Policies of the line of vision

ARGENTINE MANIFESTOS
By Rafael Cippolini-(Adriana Hidalgo)-534 pages-($ 48)

The subtitle of this book of the ensayista, booklover and educational Rafael Cippolini (also publisher of the art magazine Ramona ) clarifies its essential intention: Policies of the line of vision, 1900-2000. This is, to compile the texts that unfold the intimate history of the stages crossed by the plastic Argentinean in the century last, from initial obedience to the European figurative tradition to the loosening of that matrix - visual and ideological -, in years twenty, to arrive at the present tendencies.

This compilation is not a mere exercise of file. It tends to as much confirm the basic notion of which the manifesto is, as an expression of desires, a tool and a weapon of political nature. A close kinship unites, in effect, the manifesto of aesthetic intention with the pre-electoral speech of a candidate, or the platform of a party. In both cases one is to persuade the adressees of the message of which, from this one - and if it is obeyed to his premises, naturally -, everything will change for good, the old vices will be exiled and the new virtues will shine for always.

Only one of the transcriptos manifestos in these pages recognizes heir of a tradition: the famous White Manifesto, signed in 1946, in Buenos Aires, by the students of Bright Fontana in the ephemeral Altamira factory: "Who sign the manifesto admits to have an origin that precedes them. To be a step, to continue a movement ". Same Fontana did not seal that text, but without a doubt it was his inspirador and perhaps his editor. It is - the writing of an Argentine plastic artist emphasizes Cippolini- "who has more reproduced so much in Histories of the Art of the entire world like in the contemporary theoretical repertoires". And it concludes: "the White Manifesto was transformed into Canon. Of course, one is not than an exception more. Perhaps the only one ".

Because from the reading of so many declarations of total renovation of the arts a restlessness arises: which was the concrete consequence of as much rhetoric, how many of these documents they managed to really modify the technical procedures and the perception of the public, how many of them they had lasting consequences? It agrees to clarify that the book of Cippolini not only reunites to manifestos but also reflections of the artists on its art and its work, Newspaper interviews, fragments, allusive presentations of samples, poems, et cetera. The amplitude of the criterion thus allows to include a panorama very vast - a century, nothing less, and the one of the most vertiginous changes anywhere in the world, in the art and the technology and, for that reason same, unequal. When the prosa of the editor is, as in the case of Tomás Maldonado, of singular elegance and precision, the persuasion works exactly. But what to say of the considerations, quite unconnected, of Fernando Fader, for example, or of the wanderings - admirable of Alberto Greco being literarily contemplated the big toe of its left foot?

However, it is in this variety, this unforseeable revelation of complex and opposed personalities, where it resides much of the wealth of this volume, so necessary.
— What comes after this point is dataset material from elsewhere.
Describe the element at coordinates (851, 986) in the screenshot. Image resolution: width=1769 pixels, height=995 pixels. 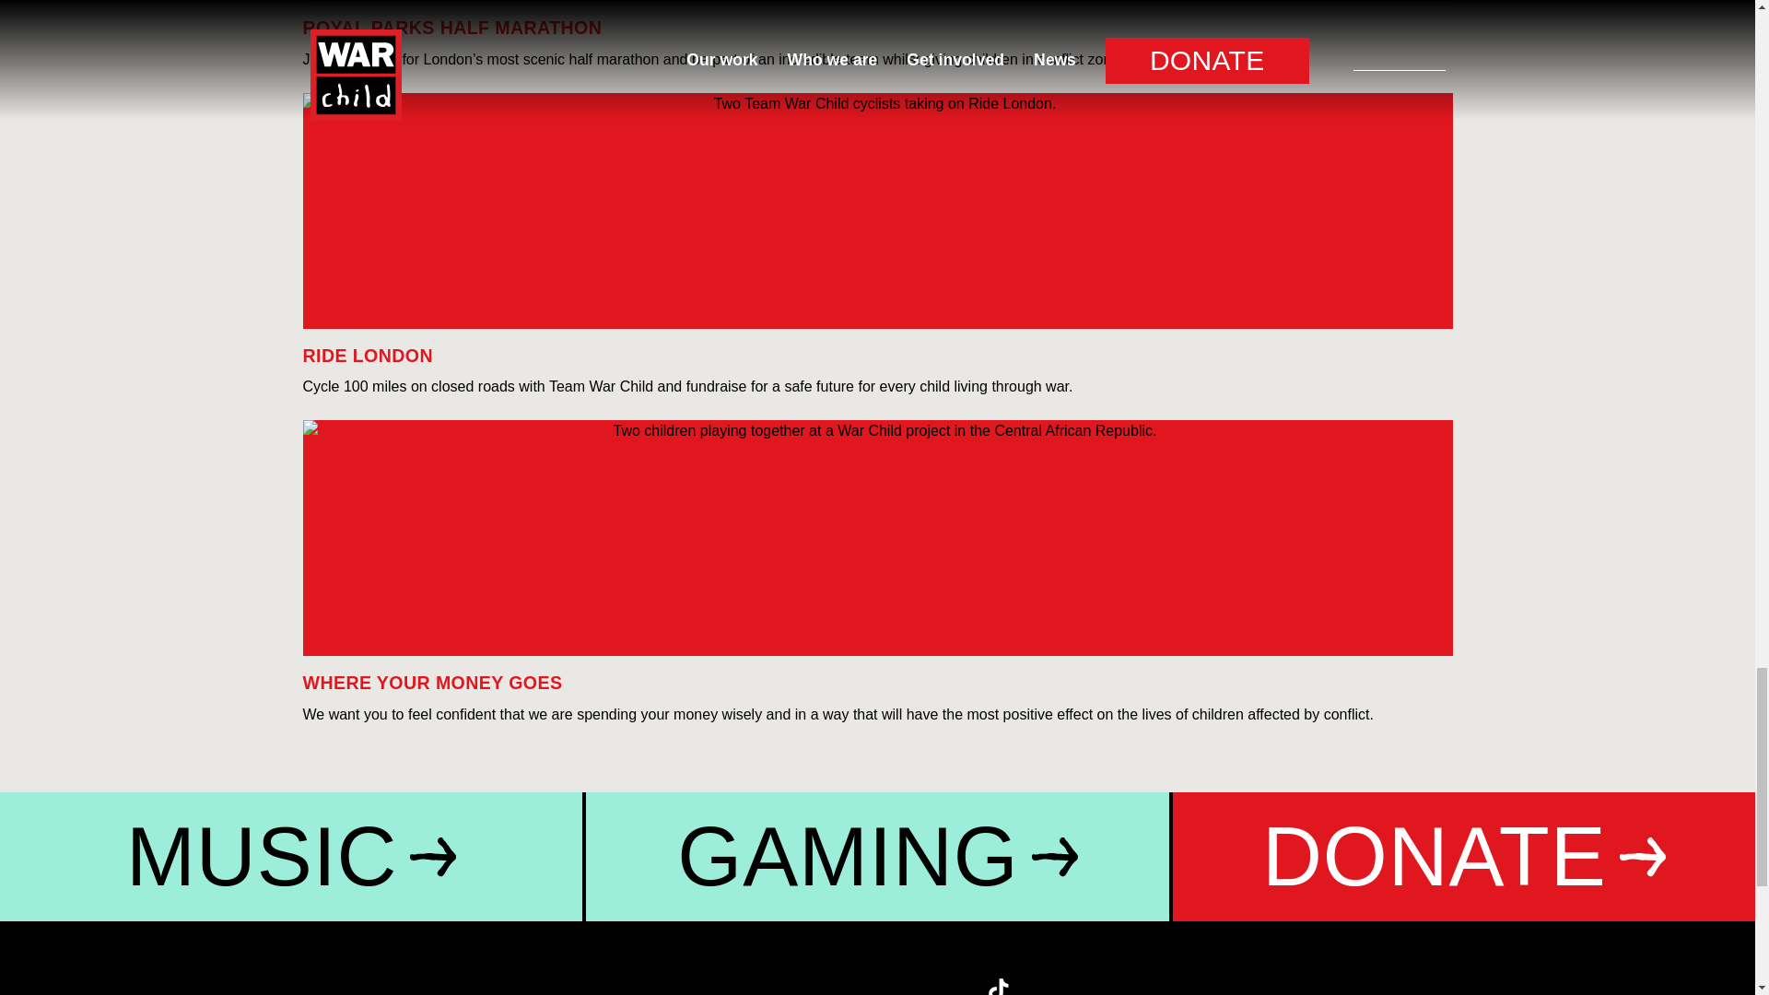
I see `Instagram` at that location.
Its Introduction, in special, will be from now on an essential material for the students of the history of the Argentine art. Another one of its virtues is the one of the humor, slightly ironic, that sublies in many of its pages. To say, for example, that the local artists had "a delayed reception and cants, particular, of the Italian futurismo" is to condense, skilfully, which to others would take many pages to them to explain. The cover of this beautiful edition also condenses, in its impeccable design, the sense of the text.